Across the Eastern Band of Cherokee Indians, family has always stepped forward for family. Grandparents, aunts, uncles, older siblings, and cousins often take on the role of caregiver so children can stay connected to their people, their stories, and their land. That strength of kinship has carried this community through many generations.
What is a Brain-Based Lens?
Some children in relative care were exposed to alcohol or drugs before birth. Many caregivers may also carry their own experiences with prenatal exposure, trauma, or substance use in their families. This reality calls for compassion, not blame. A brain-based lens can help you hold that compassion while learning practical tools to support the children whose brains may work differently.
A brain-based lens means understanding that behavior grows from how the brain developed. It helps us move from asking “What’s wrong with this child?” to asking “What does this child’s brain need right now?”
Below are key ideas to guide you in caring for children with prenatal exposure to drugs and alcohol.
1. Prenatal substance exposure can change how the brain functions.
Alcohol and drugs can affect how a baby’s brain forms. This may influence the following:
- memory
- impulse control
- emotional regulation
- learning
- understanding of cause and effect
As a result, some children may quickly forget the rules, struggle to calm down, or repeat the same mistakes. When you look at these behaviors through a brain-based lens, you won’t see them as willful disobedience. They reflect how the child’s brain processes the world.
When you understand this, you can respond with support rather than punishment. This shift reduces shame for the child and for you.
2. Reframing your expectations will support success.
You may be holding onto hope that this child will “grow out of” these brain-based challenges or catch up quickly. But the truth is that prenatal exposure to drugs and alcohol often leads to uneven and long-lasting developmental challenges.
A child might speak like an older child but react emotionally like a much younger one. They may understand instructions one day and seem confused the next.
Seeing this child through a brain-based lens encourages you to match expectations to the child’s developmental level rather than their age. This does not lower your hopes for this child’s future. Instead, it creates realistic conditions that allow them to succeed now, which can build confidence for later growth.
3. Behavior is a signal from their brain.
Children and youth who were exposed during pregnancy to drugs and alcohol often struggle with memory, sensory issues, and regulating their bodies. When they are overwhelmed or uncomfortable, their behavior may look like anger, lying, shutting down, or refusing to cooperate.
When you put on those brain-based glasses, you can see their behaviors as signals that their nervous system is stressed or overloaded. They are not signs that the child is bad or uncaring.
Now, when you see these behaviors, you can ask:
- Is this child anxious or confused?
- Did their brain understand what was expected?
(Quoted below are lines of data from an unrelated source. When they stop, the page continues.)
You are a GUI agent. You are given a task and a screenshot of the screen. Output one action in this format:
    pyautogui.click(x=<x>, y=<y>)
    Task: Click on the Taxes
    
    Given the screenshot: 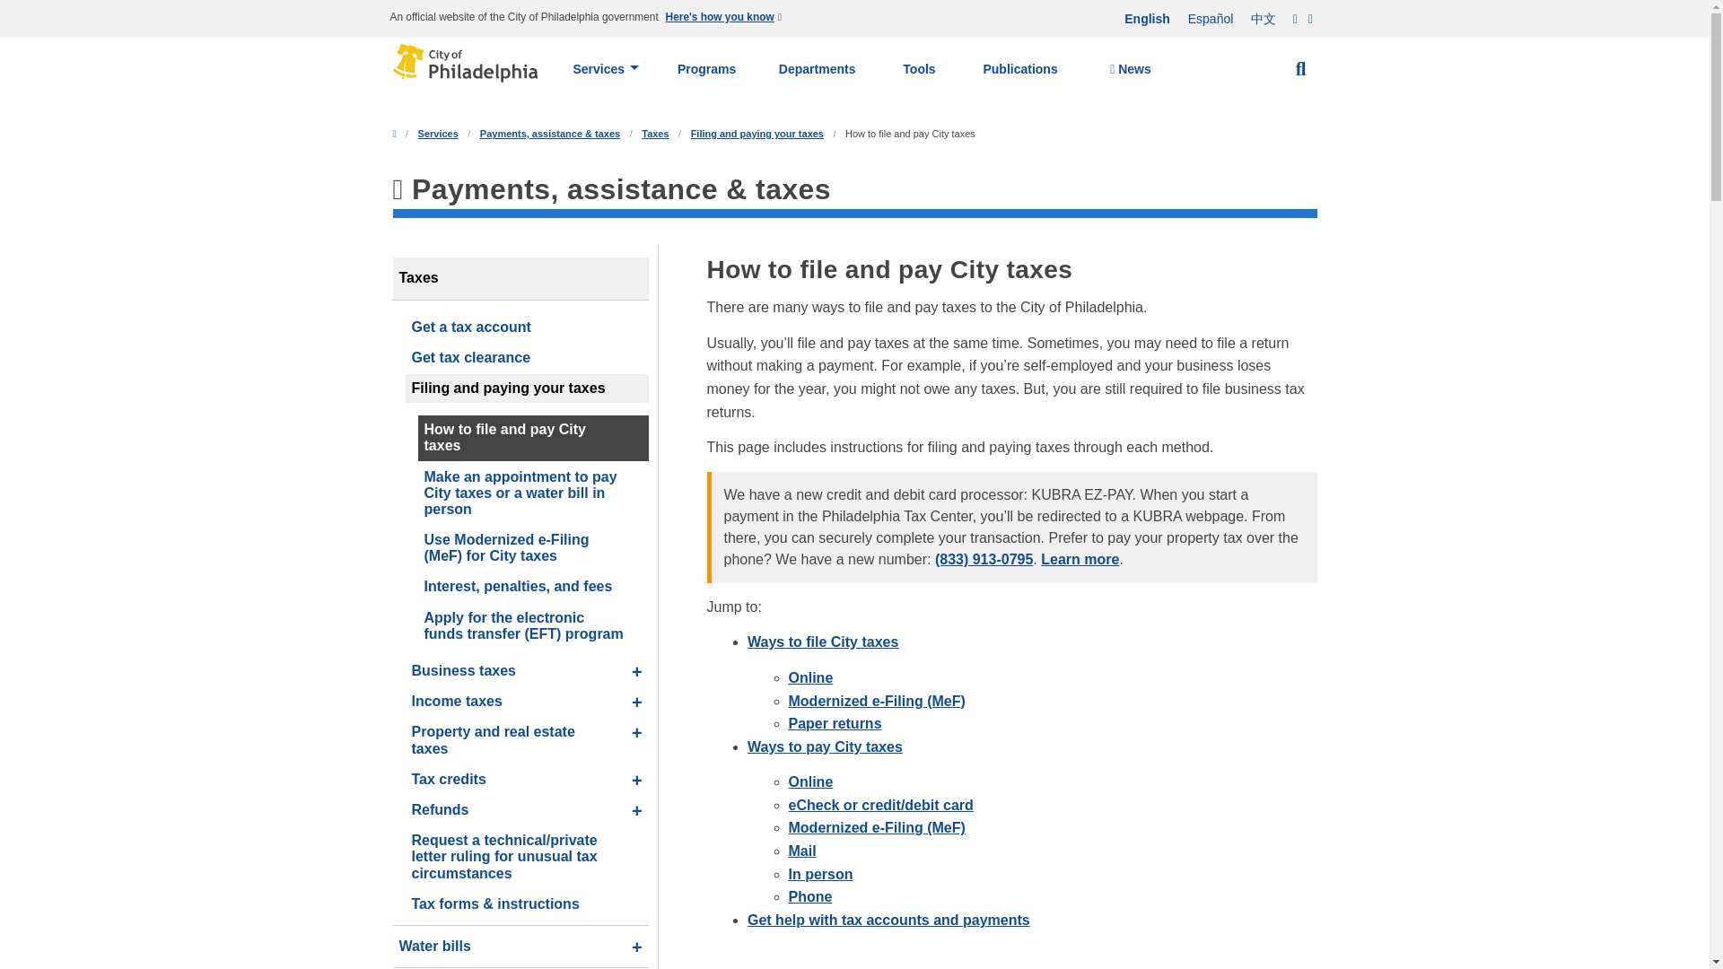 What is the action you would take?
    pyautogui.click(x=654, y=133)
    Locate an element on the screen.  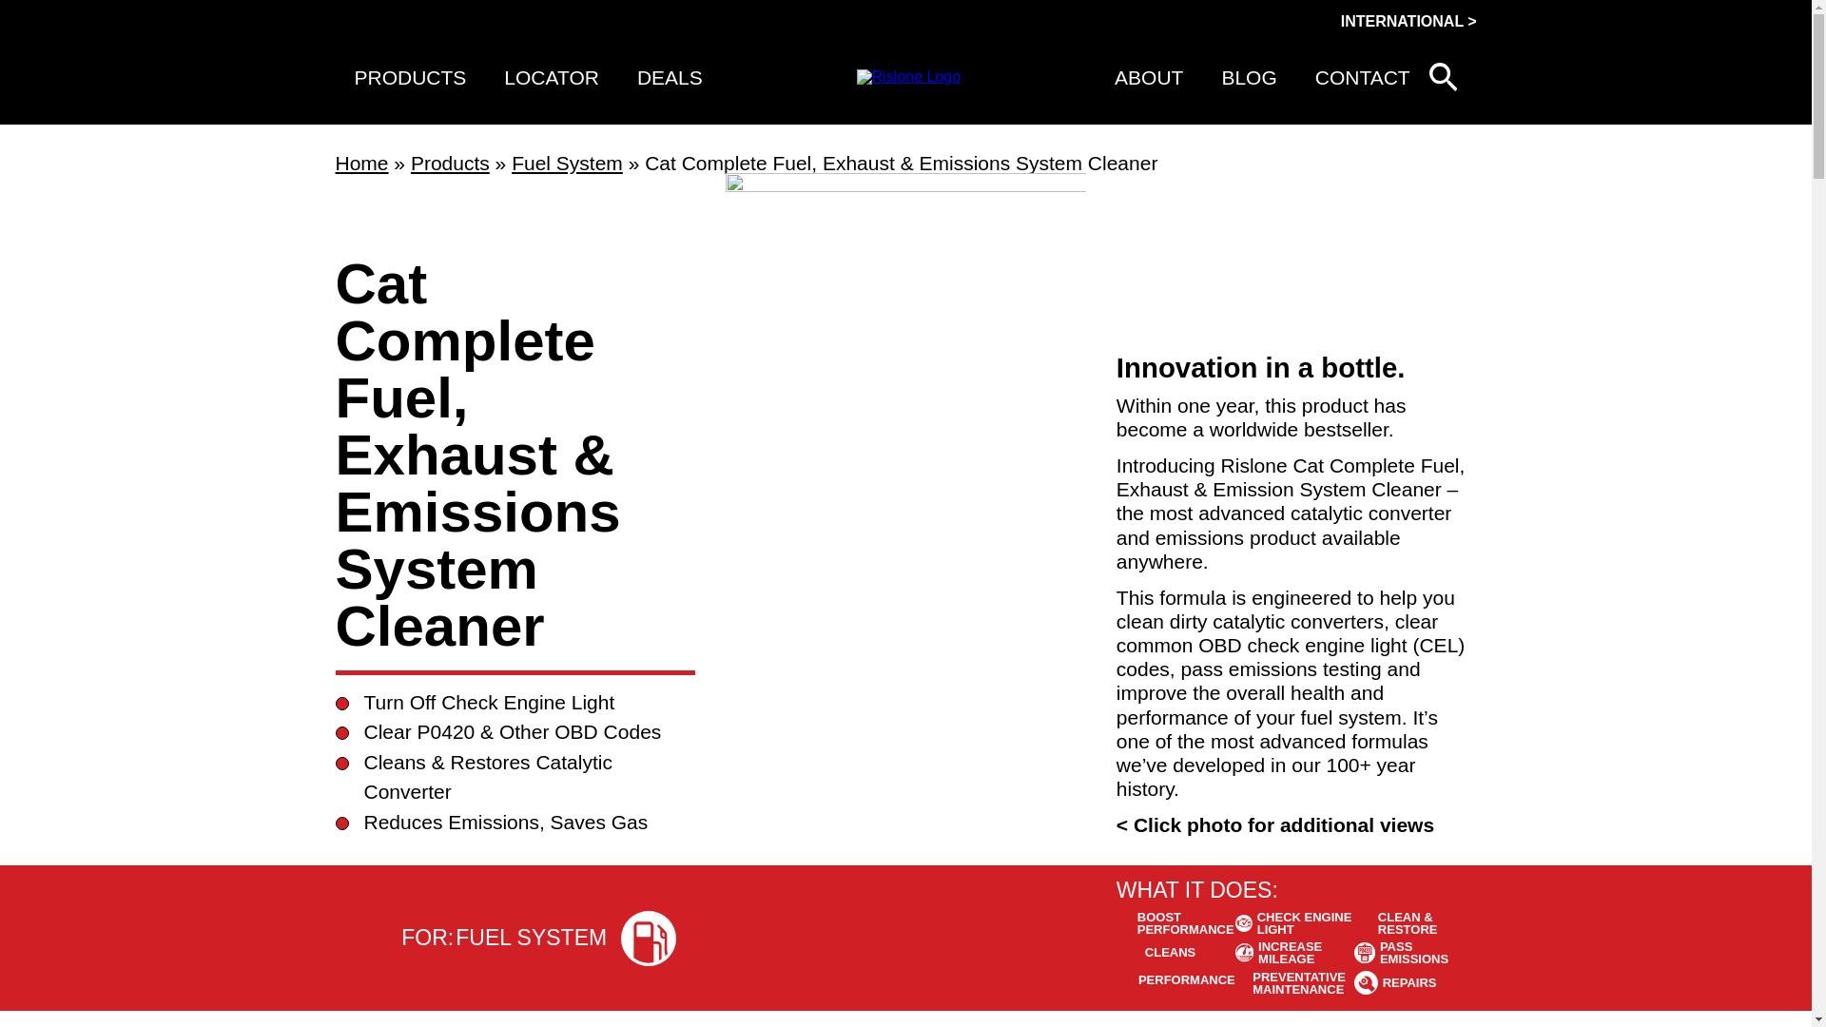
INTERNATIONAL is located at coordinates (1408, 21).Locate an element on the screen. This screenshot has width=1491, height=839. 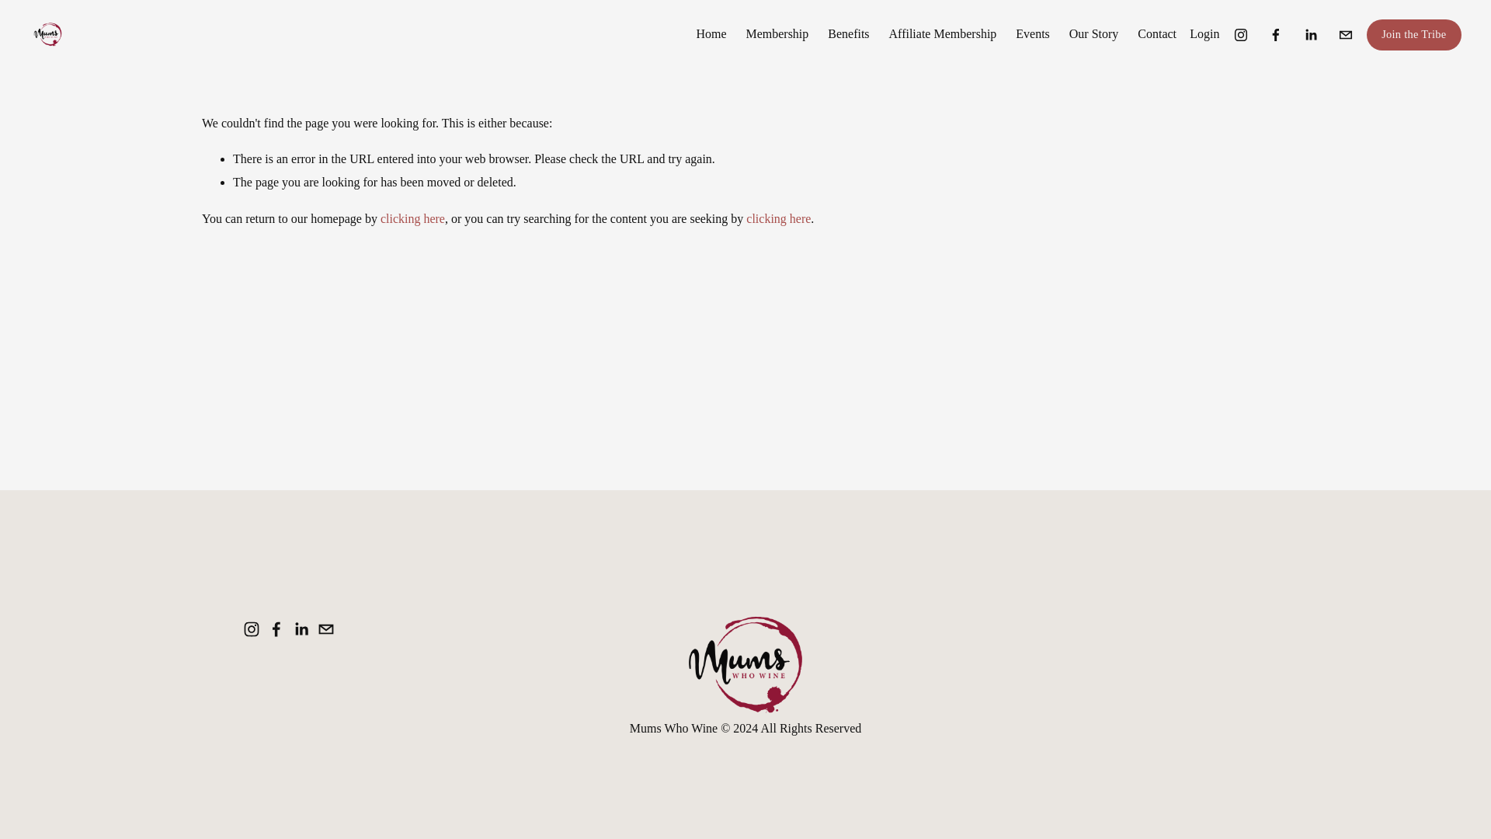
Contact is located at coordinates (1157, 34).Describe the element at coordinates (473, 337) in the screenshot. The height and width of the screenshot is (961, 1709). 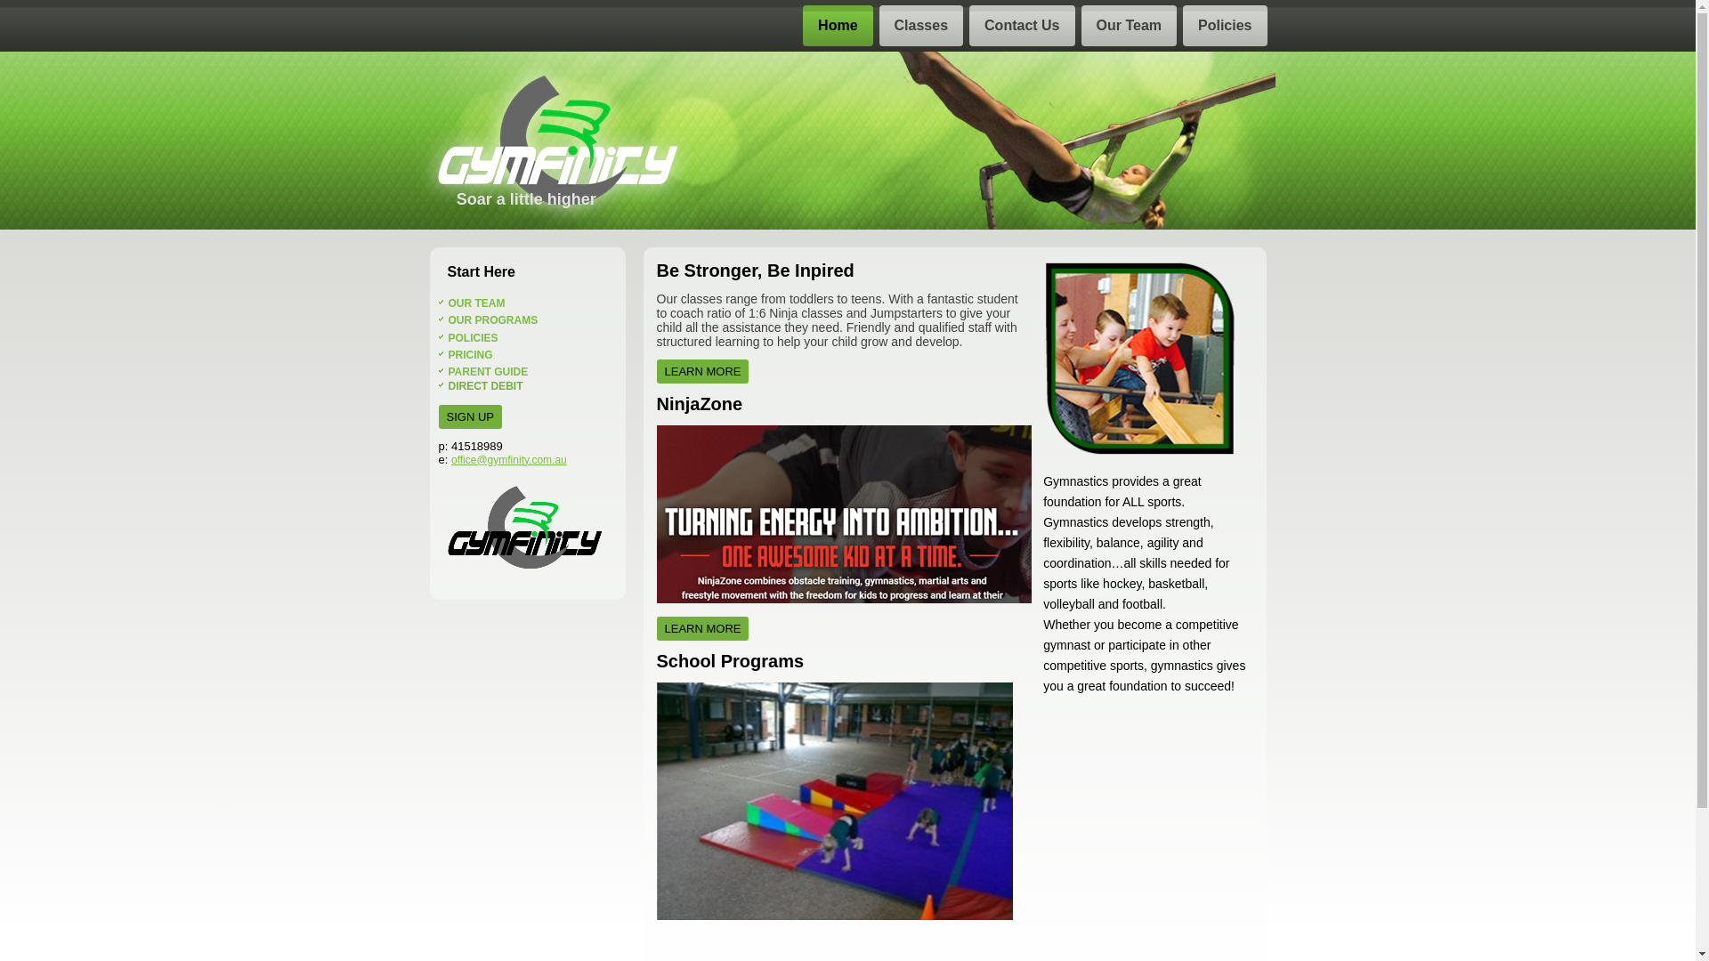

- Do they need help calming their body first?
Looking for the brain’s need that drives their behavior will help you respond in ways that build safety rather than create conflict.
4. Connection helps their brains heal and grow.
Children whose brains process stress differently often need calm, steady relationships more than strict discipline. Connection regulates the nervous system. When a child feels safe with their caregiver, their brain is better able to learn new skills.
A few helpful approaches you should try include:
- Keeping routines predictable
- Using simple, clear instructions
- Offering reminders instead of assuming memory
- Providing quiet spaces or movement breaks
- Staying calm during big emotions
- Repairing the relationship after hard moments
Your presence and steadiness in these approaches are powerful medicine.
5. Honor the child’s strengths, culture, and community.
Putting on a brain-based lens also helps you see what is going right. Many children with prenatal substance exposure are creative, humorous, musical, observant, and deeply connected to people.
Nurturing these strengths builds their identity and sense of belonging. Cultural connections, such as language classes, tribal and family stories, crafts, rituals or ceremonies, and time spent with elders, can work together to strengthen a child’s sense of self and resilience.
It is also important to remember that no one raises a child alone. Cherokee tradition values interdependence, which involves leaning on family, neighbors, and community. Seeking help is not a weakness; it is part of caring for the next generation.
Moving Forward with Compassion
Raising a relative’s child with prenatal exposure to drugs and alcohol may bring moments of grief, frustration, and uncertainty. It may also stir up memories from your own experiences. All of these feelings are human.
A brain-based lens offers you a path forward rooted in understanding rather than blame. It helps you see differences in brain function, respond with support, and build strong, healing relationships.
You do not need to be perfect. What matters most is staying connected, staying curious about what this child’s brain needs, and extending compassion to the child, to their birth parents, and to yourself.
When we can make the shift from judging behavior to understanding the brain, these children feel safer. Our relationships grow stronger. And families create spaces where healing can take root for generations to come.